This article provides details on the Google Trends product, how it works, and what type of trends we track.
The Google Trends homepage lets you do the following:
- Explore what the world is searching for by entering a keyword or a topic in the Explore bar
- See stories curated by the News Lab at Google that provide additional insights found in the data
Note: This section is only available in some countries - See Daily Search Trends
- See Year in Search data
- Find guidance materials about News Lab and Trends
The Trending searches page explained
The Trending searches page shows trending searches around the world. You can click on a story to get more context, like the most relevant articles or trending queries. Trending searches include Daily search trends and Realtime search trends as described below:
- Daily search trends highlight searches that jumped significantly in traffic among all searches over the past 24 hours, and updates hourly. You can use Daily search trends to see what people are most interested in at any given time, and how the searches rank compared to one another.
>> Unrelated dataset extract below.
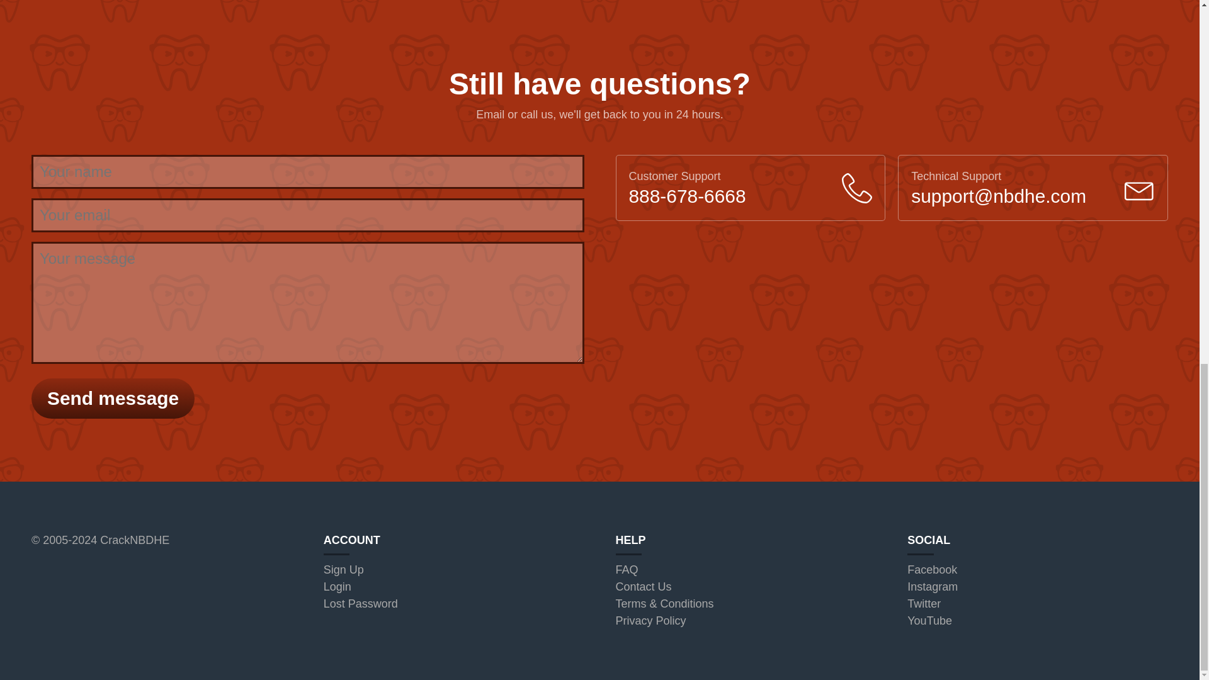 The image size is (1209, 680). I want to click on Privacy Policy, so click(651, 621).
- Realtime search trends highlight searches that jumped significantly in traffic among all recent searches. The Realtime searches are collections of Knowledge Graph topics, Search interest, and Google News articles detected by our algorithms. The Knowledge Graph enables our technology to connect searches with real-world things and places. The algorithm for Realtime search trends groups topics together that are trending at the same time on Google News and Search, and ranks stories based on the relative spike in volume and the absolute volume of searches.
Frequently asked questions
How do I read the "Interest over time" chart under Realtime search trends?
How are the related news articles selected under Daily and Realtime searches?
We look at Google News’ full coverage of stories. If we find that the stories are mainly about topics that are currently trending, we highlight the main articles in the coverage.
We pull from Google News’ full coverage of stories relating to an event. We then use Google News’ ranking to select the top articles for that Trending story.